:: Task requirements ::
Of the lines listed below, return exactly those that run from the line containing "You are a GUI" through the line containing "The image size is (1455, 818).", both included.

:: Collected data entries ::
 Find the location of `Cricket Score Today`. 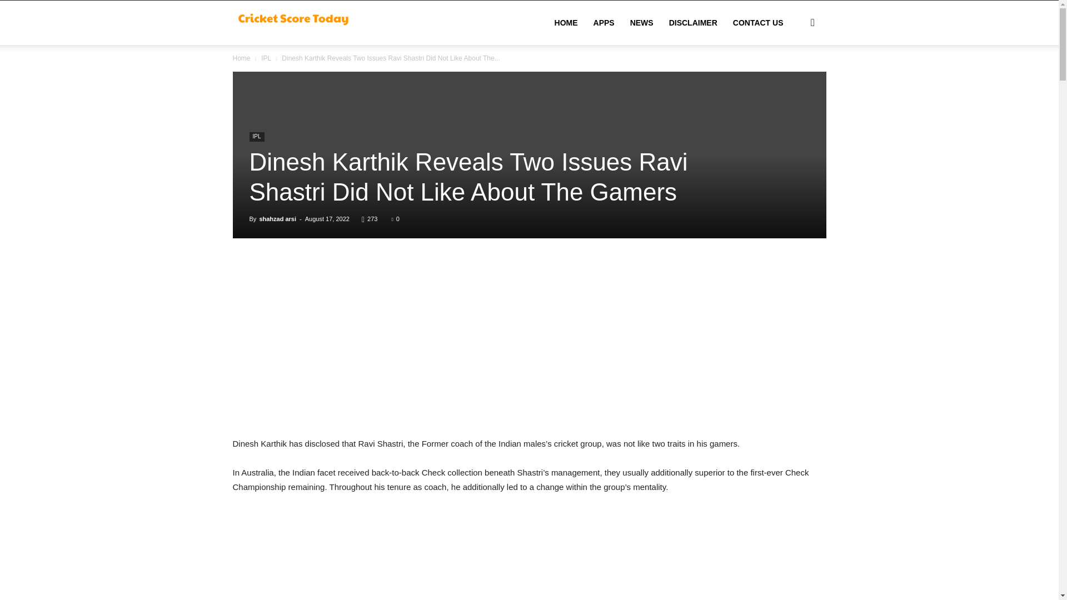

Cricket Score Today is located at coordinates (294, 22).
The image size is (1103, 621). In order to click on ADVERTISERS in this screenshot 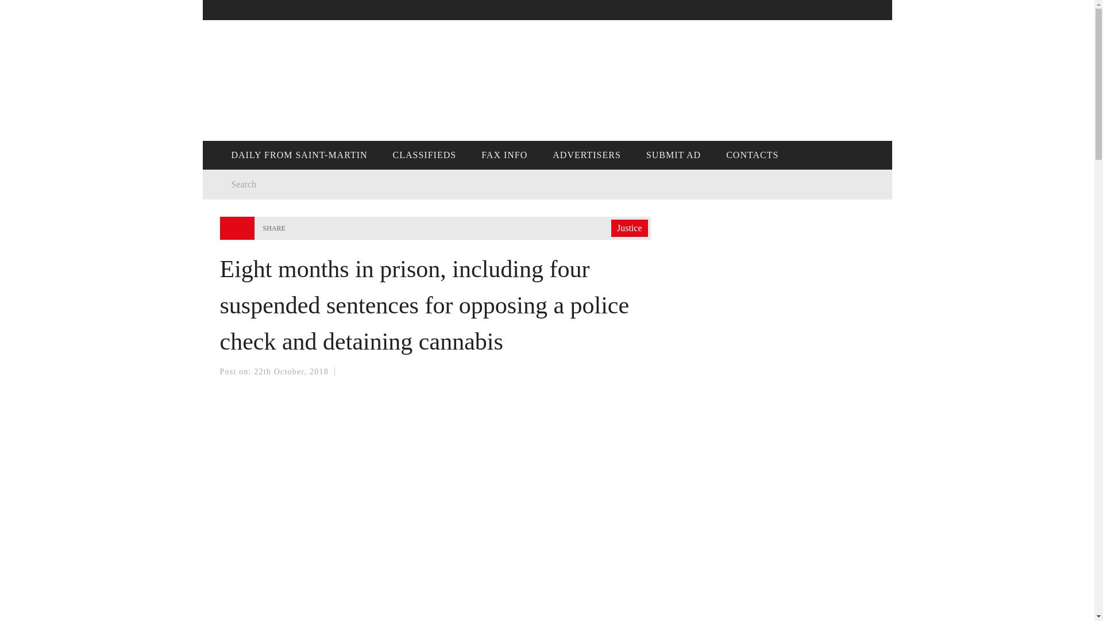, I will do `click(587, 155)`.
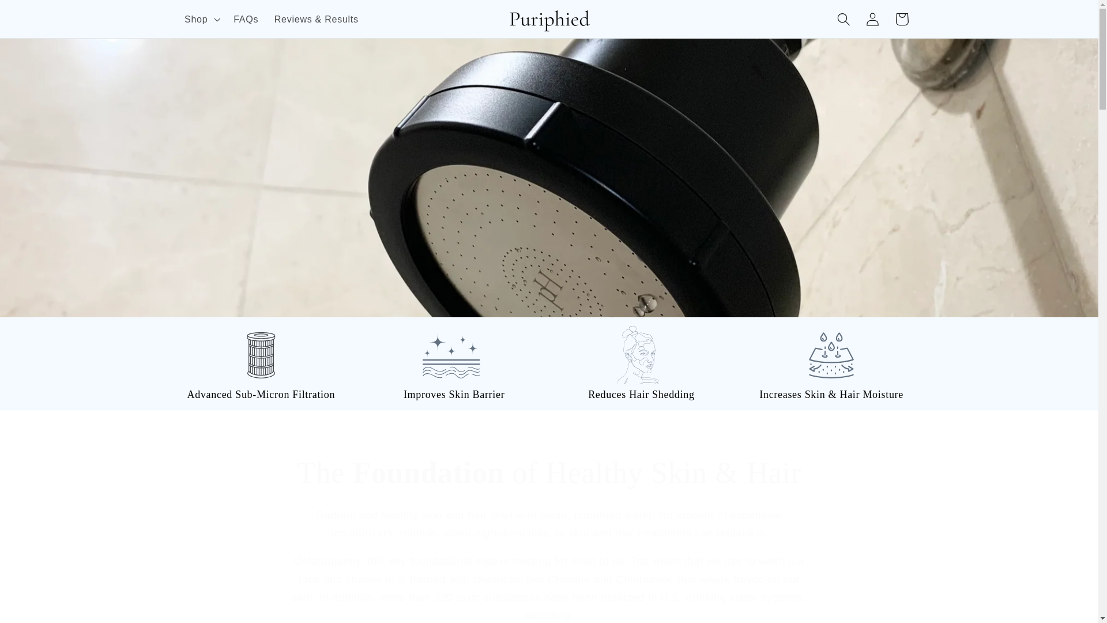  Describe the element at coordinates (40, 15) in the screenshot. I see `Skip to content` at that location.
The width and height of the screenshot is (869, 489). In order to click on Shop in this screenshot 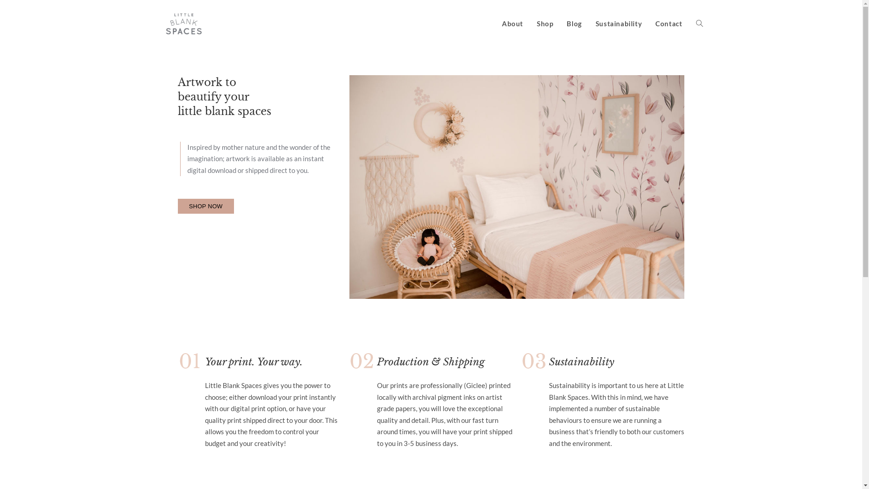, I will do `click(545, 24)`.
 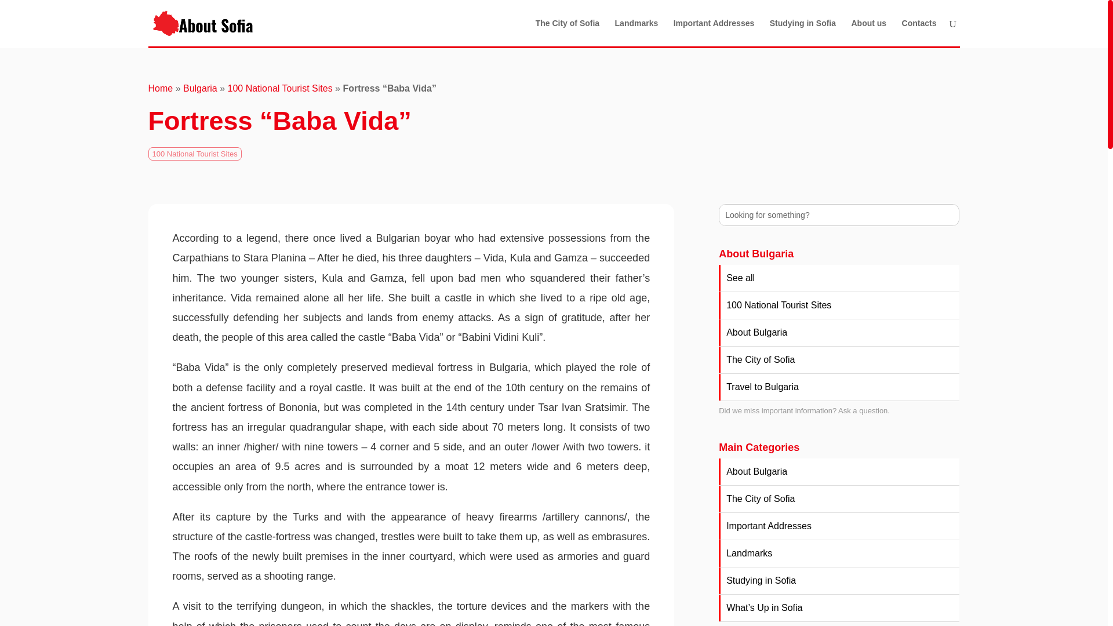 I want to click on See all, so click(x=839, y=278).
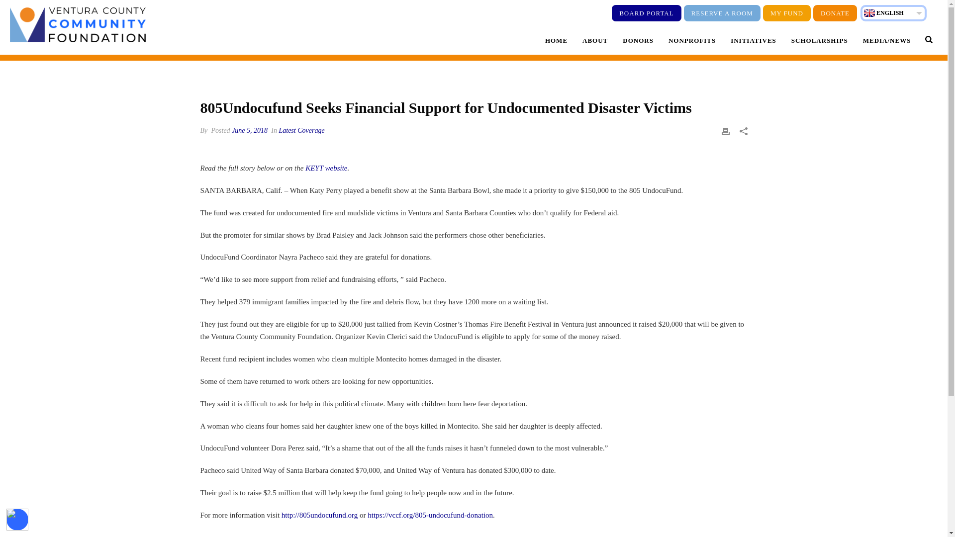 This screenshot has width=955, height=537. I want to click on HOME, so click(556, 40).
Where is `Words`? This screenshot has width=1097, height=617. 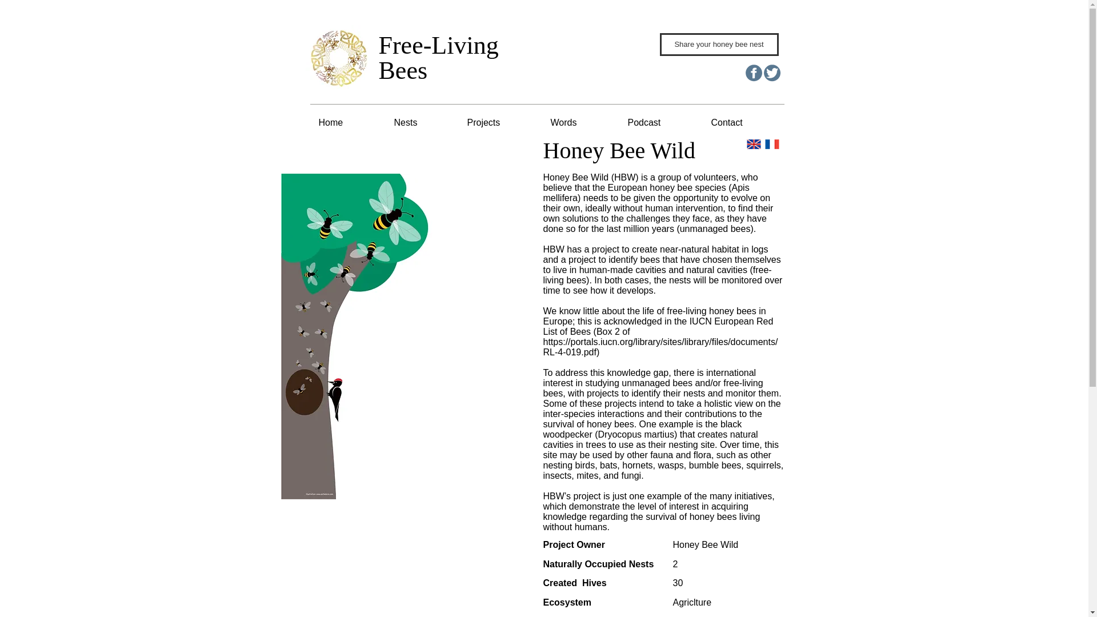 Words is located at coordinates (580, 122).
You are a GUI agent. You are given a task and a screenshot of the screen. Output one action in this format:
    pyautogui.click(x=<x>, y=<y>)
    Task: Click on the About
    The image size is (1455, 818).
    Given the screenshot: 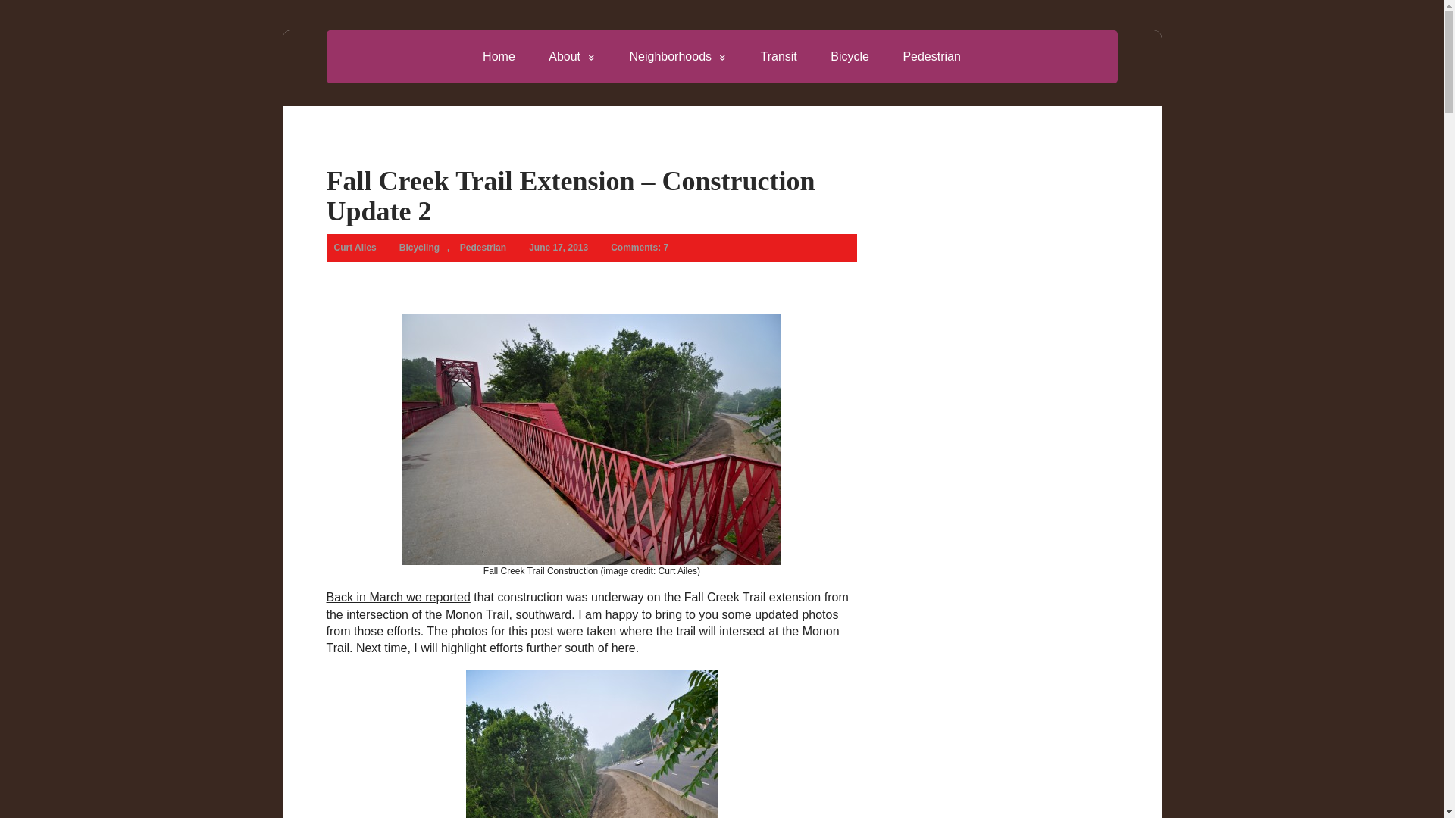 What is the action you would take?
    pyautogui.click(x=572, y=56)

:: Solved problem ::
You are a GUI agent. You are given a task and a screenshot of the screen. Output one action in this format:
    pyautogui.click(x=<x>, y=<y>)
    Task: Click on the About
    The image size is (1455, 818).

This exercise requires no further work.